F. Lee Bailey


Francis Lee Bailey Jr., commonly referred to as F. Lee Bailey, is an American former attorney. For most of his career, he was licensed in Massachusetts and Florida. He was a criminal defense attorney who served as the lawyer in the retrial of osteopathic physician Sam Sheppard. He was also the supervisory attorney over attorney Mark J. Kadish in the court martial of Captain Ernest Medina for the My Lai Massacre, among other highprofile trials, and was one of the lawyers for the defense in the O. J. Simpson murder case. He has also had a number of visible defeats, legal controversies, and personal trouble with the law, and was disbarred in Massachusetts and Florida for misconduct while defending his client Claude DuBoc. In 2014 he was denied a law license by the Maine State Bar Association and the Maine Supreme Judicial Court.

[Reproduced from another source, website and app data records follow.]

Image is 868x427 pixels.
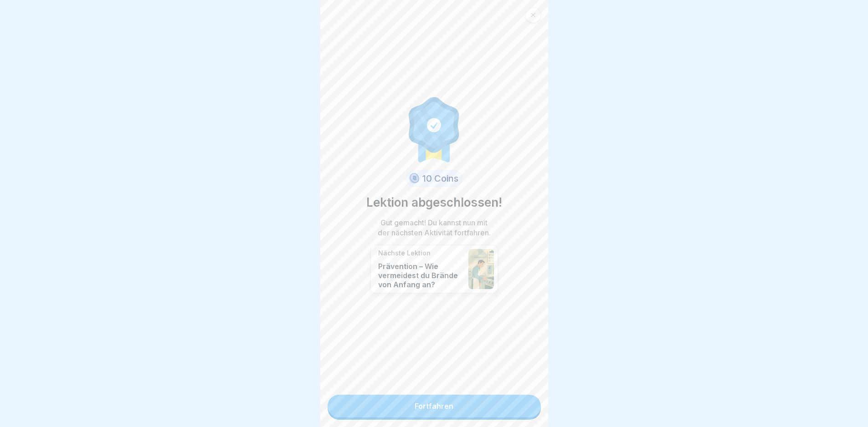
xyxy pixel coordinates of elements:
[375,218,494,238] p: Gut gemacht! Du kannst nun mit der nächsten Aktivität fortfahren.
[378,249,464,257] p: Nächste Lektion
[328,395,541,418] a: Fortfahren
[366,194,502,212] p: Lektion abgeschlossen!
[403,95,465,163] img: completion.svg
[407,172,420,185] img: coin.svg
[406,171,463,187] div: 10 Coins
[378,262,464,289] p: Prävention – Wie vermeidest du Brände von Anfang an?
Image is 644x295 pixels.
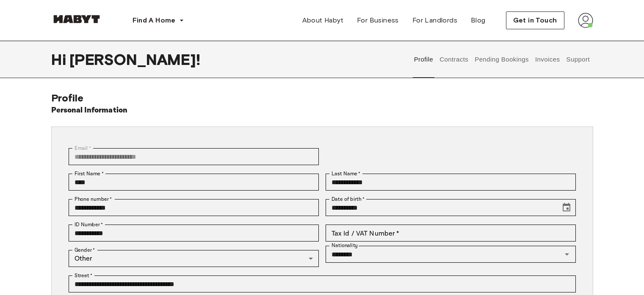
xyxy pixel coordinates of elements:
[411,41,593,78] div: user profile tabs
[357,15,399,26] span: For Business
[51,105,128,116] h6: Personal Information
[75,272,92,279] label: Street
[464,12,493,29] a: Blog
[350,12,406,29] a: For Business
[471,15,486,26] span: Blog
[132,15,176,26] span: Find A Home
[565,41,591,78] button: Support
[295,12,350,29] a: About Habyt
[506,12,565,29] button: Get in Touch
[406,12,464,29] a: For Landlords
[51,50,69,68] span: Hi
[69,148,319,165] div: You can't change your email address at the moment. Please reach out to customer support in case y...
[578,13,593,28] img: avatar
[332,170,361,177] label: Last Name
[474,41,530,78] button: Pending Bookings
[75,246,95,254] label: Gender
[332,242,358,249] label: Nationality
[413,41,435,78] button: Profile
[51,91,84,104] span: Profile
[75,221,103,228] label: ID Number
[51,15,102,23] img: Habyt
[75,195,112,203] label: Phone number
[332,195,365,203] label: Date of birth
[69,50,200,68] span: [PERSON_NAME] !
[412,15,458,26] span: For Landlords
[126,12,191,29] button: Find A Home
[439,41,470,78] button: Contracts
[558,199,575,216] button: Choose date, selected date is Feb 2, 1985
[561,248,573,260] button: Open
[302,15,343,26] span: About Habyt
[514,15,557,26] span: Get in Touch
[534,41,561,78] button: Invoices
[69,250,319,267] div: Other
[75,170,104,177] label: First Name
[75,144,91,152] label: Email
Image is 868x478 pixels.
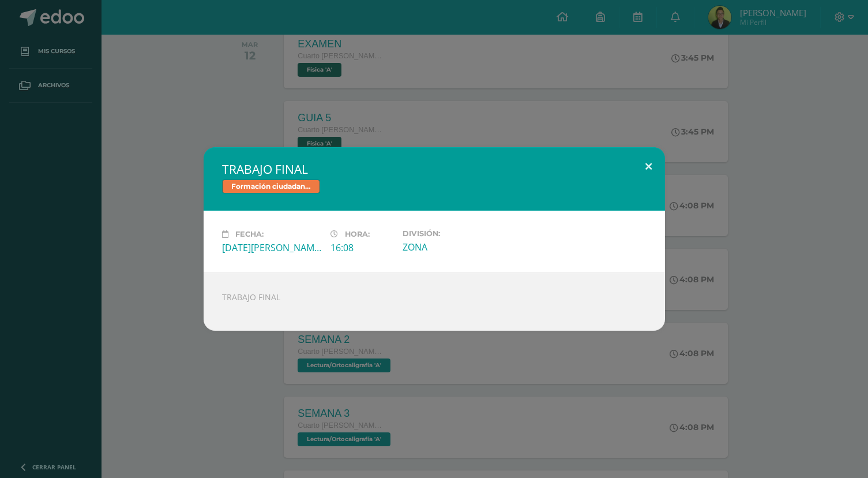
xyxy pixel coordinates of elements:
[402,241,502,254] div: ZONA
[222,180,320,193] span: Formación ciudadana Maestro Guía
[633,148,665,187] button: Close (Esc)
[204,272,665,330] div: TRABAJO FINAL
[330,242,393,254] div: 16:08
[222,242,321,254] div: [DATE][PERSON_NAME]
[402,229,502,238] label: División:
[222,161,647,177] h2: TRABAJO FINAL
[235,230,264,239] span: Fecha:
[345,230,370,239] span: Hora:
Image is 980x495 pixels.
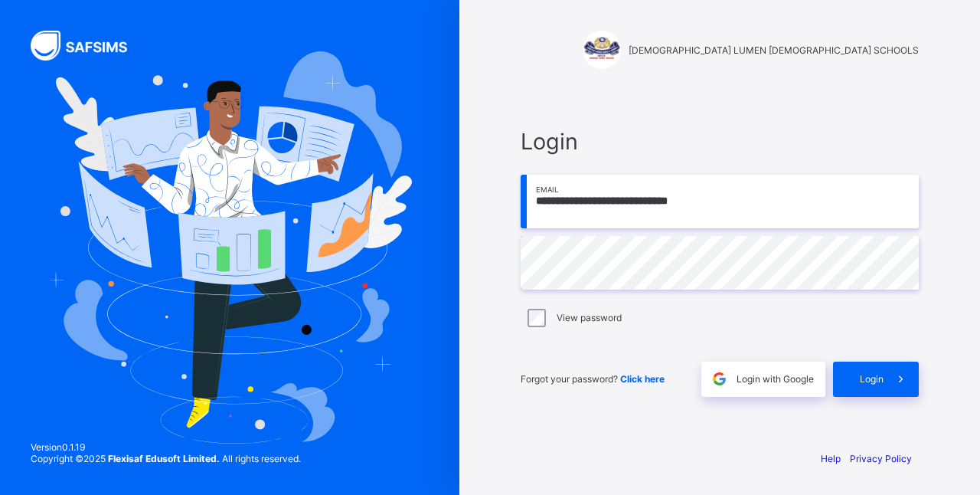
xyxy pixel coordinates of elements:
span: Forgot your password? [521,373,664,384]
span: Login [521,128,918,155]
span: Copyright © 2025 All rights reserved. [31,453,300,464]
img: google.396cfc9801f0270233282035f929180a.svg [711,370,728,388]
a: Click here [620,373,664,384]
a: Help [820,453,840,464]
img: SAFSIMS Logo [31,31,146,60]
strong: Flexisaf Edusoft Limited. [108,453,219,464]
span: [DEMOGRAPHIC_DATA] LUMEN [DEMOGRAPHIC_DATA] SCHOOLS [629,44,918,56]
a: Privacy Policy [849,453,911,464]
img: Hero Image [48,51,412,444]
span: Login [859,373,883,384]
span: Login with Google [736,373,813,384]
label: View password [557,312,622,323]
span: Version 0.1.19 [31,441,300,453]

Bailey was born in Waltham, Massachusetts. He went to Cardigan Mountain School and then Kimball Union Academy, graduating in the class of 1950. Bailey studied at Harvard College, but dropped out in 1952 to join the United States Marine Corps. Bailey was commissioned as an officer and, following flight training, received his Naval Aviator wings in 1954. He served as a jet fighter pilot, and then began to serve as a squadron legal officer, the role he filled until he resigned his commission in 1956.